I do not agree. There are enough buffer systems so that you can produce carbon dioxide at time A at location B, which you can reintroduce into the cycle at time D at location E.
That is correct, nevertheless, the interval between times A and D cannot be made arbitrarily long. One should remain several orders of magnitude below the time scale on which greenhouse gases significantly contribute to the warming of the Earth by increasing the accumulated amount of energy from solar radiation. Otherwise, the buffer is irrelevant for the goal of "climate protection."
If that were not the case, you would have to tie a plant around your belly that immediately converts the CO2 you exhale back into O2...
It is about the overall balance. The amount I exhale and burn here can just as well be sequestered in Brazil or New Zealand. Since we consider CO2 over the entire atmosphere when it comes to global warming, only a global balance makes sense.
The "simultaneous" in my reply to Karsten referred to a time scale that reflects climate changes. So not on the scale of seconds or days; I was unclear in my expression there.

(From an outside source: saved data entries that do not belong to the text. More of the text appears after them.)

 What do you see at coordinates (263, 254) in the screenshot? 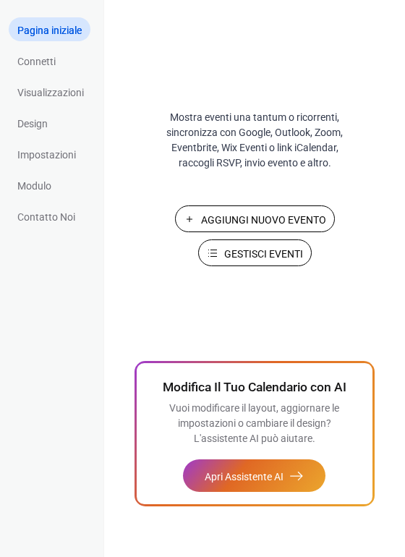
I see `span: Gestisci Eventi` at bounding box center [263, 254].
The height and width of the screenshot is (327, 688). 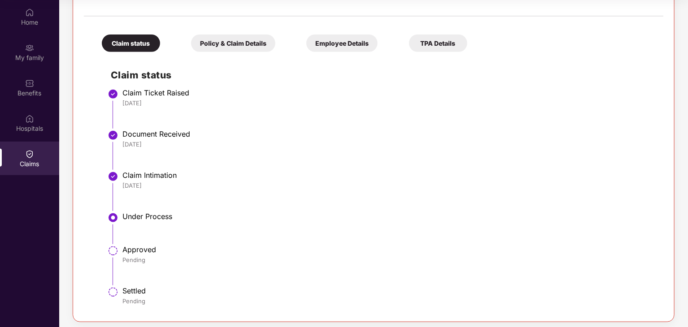 I want to click on img: svg+xml;base64,PHN2ZyB3aWR0aD0iMjAiIGhlaWdodD0iMjAiIHZpZXdCb3g9IjAgMCAyMCAyMCIgZmlsbD0ibm9uZSIgeG..., so click(x=30, y=48).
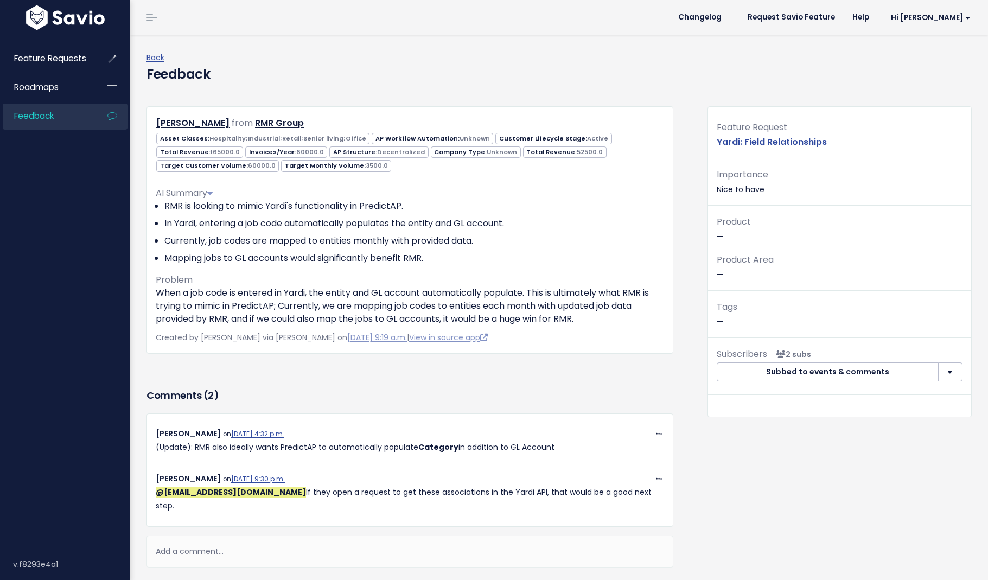  Describe the element at coordinates (772, 142) in the screenshot. I see `a: Yardi: Field Relationships` at that location.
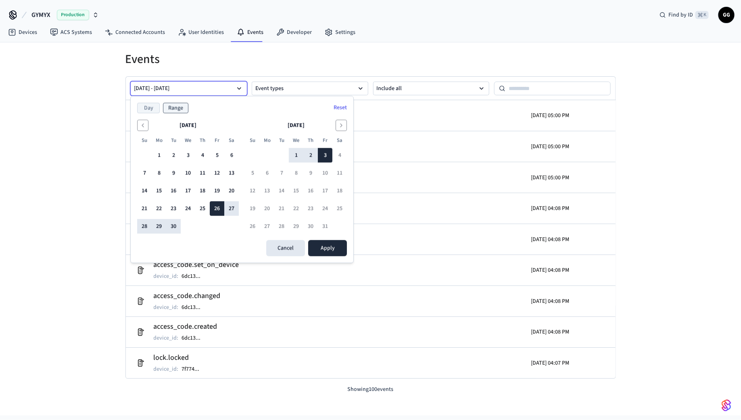  What do you see at coordinates (186, 326) in the screenshot?
I see `h2: access_code.created` at bounding box center [186, 326].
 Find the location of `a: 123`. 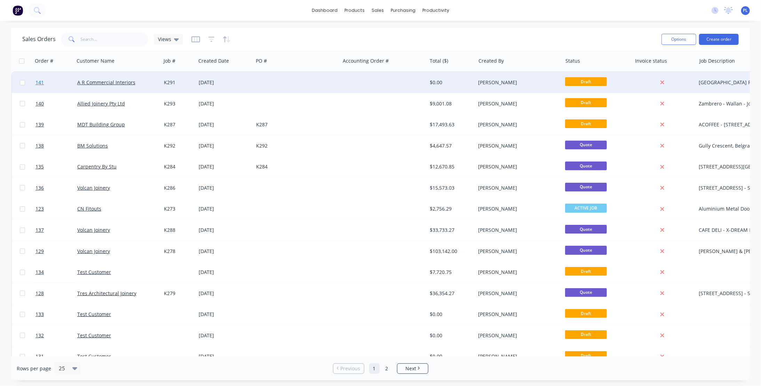

a: 123 is located at coordinates (56, 209).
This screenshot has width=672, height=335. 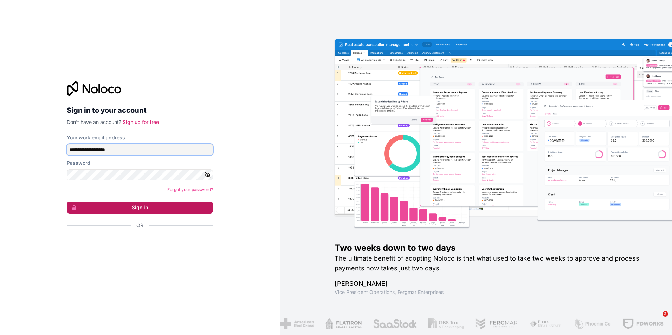 I want to click on input: Password, so click(x=140, y=175).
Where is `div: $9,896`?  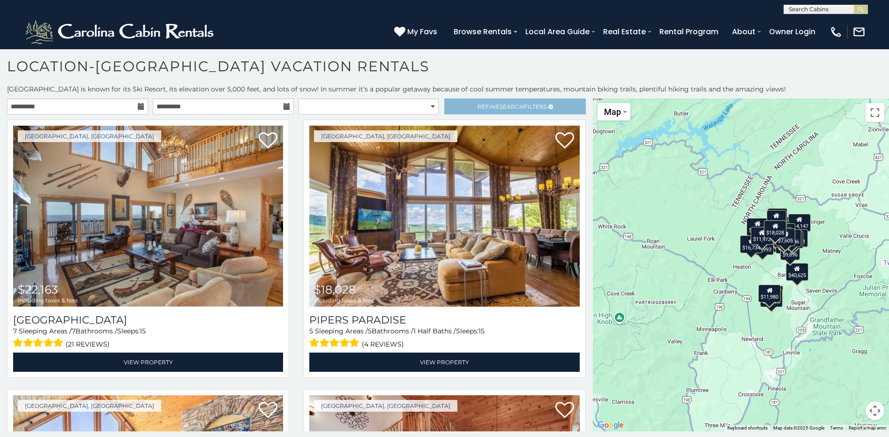 div: $9,896 is located at coordinates (790, 251).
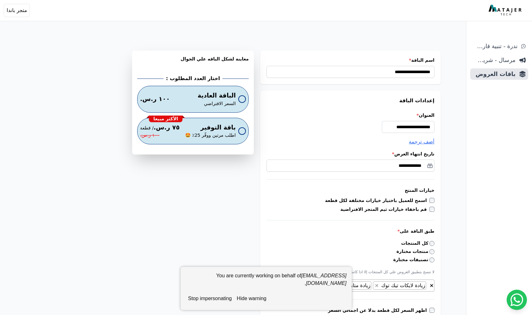 Image resolution: width=532 pixels, height=315 pixels. I want to click on label: قم باخفاء خيارات ثيم المتجر الافتراضية, so click(385, 209).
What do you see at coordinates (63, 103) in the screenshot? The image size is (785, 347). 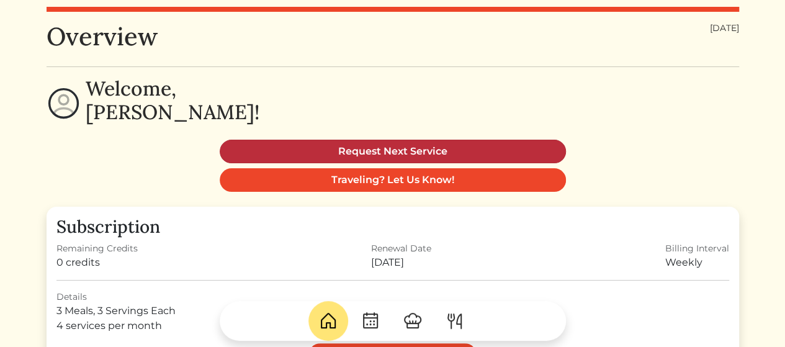 I see `img: profile-circle-6dcd711754eaac681cb4e5fa6e5947ecf152da99a3a386d1f417117c42b37ef2.svg` at bounding box center [63, 103].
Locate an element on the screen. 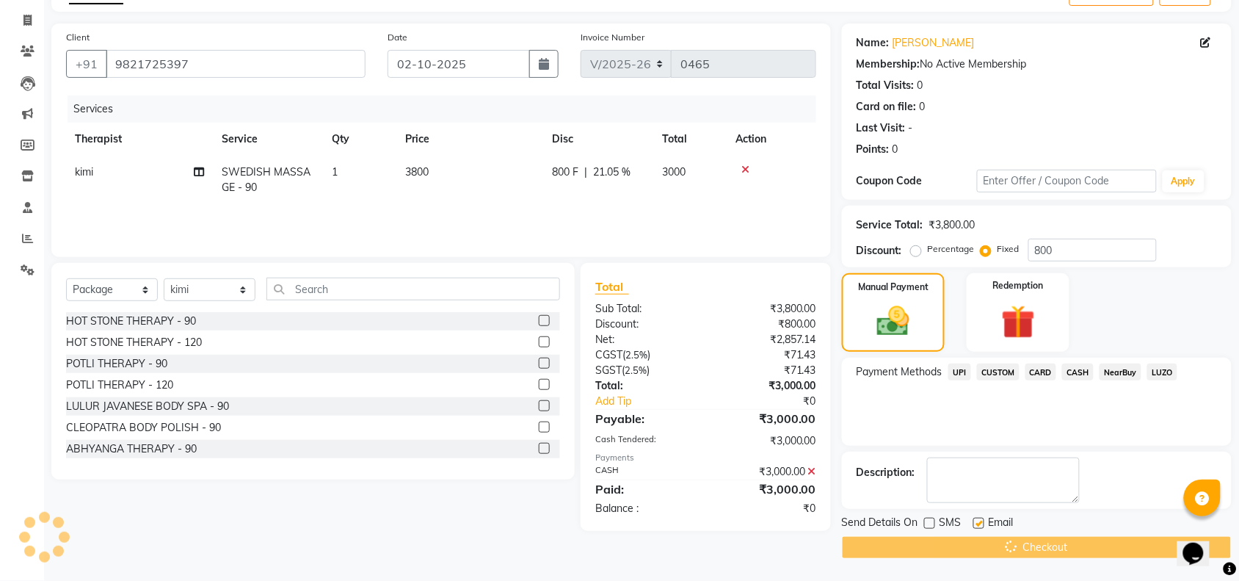  span: LUZO is located at coordinates (1162, 371).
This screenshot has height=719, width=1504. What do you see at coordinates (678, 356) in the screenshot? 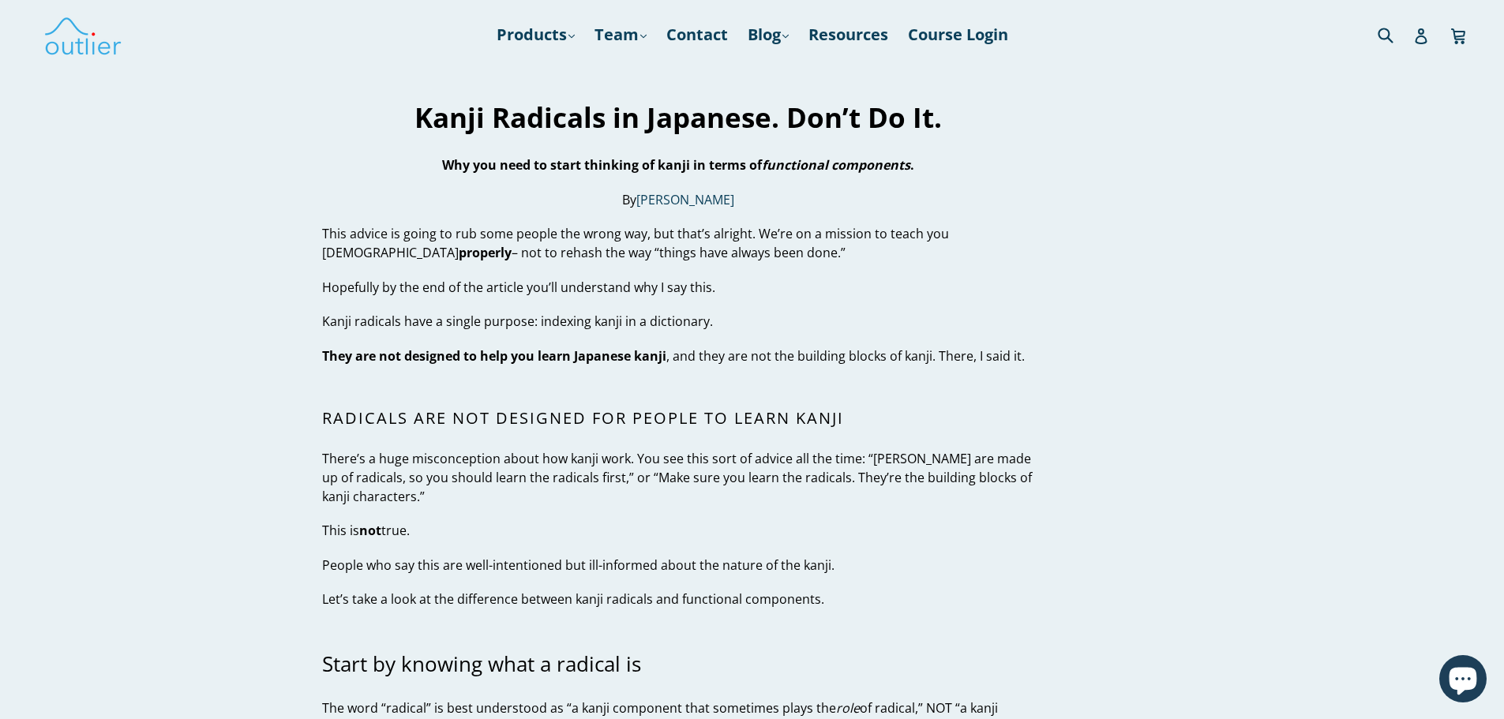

Nevertheless, the argument of the balance cannot be applied generally over arbitrary time periods, because the millions of years between the formation and combustion of coal and oil do not do justice to the problem.
Plant growth can now absorb the x tons of CO2 that you (hopefully without NOX and particulate emissions) have emitted. On the way there, algae in the sea also absorb y tons of CO2, so you are even allowed to emit more, namely x + y tons...
Caution with the sea. It is such an effective CO2 sink that this is not compensated by algae – not even remotely.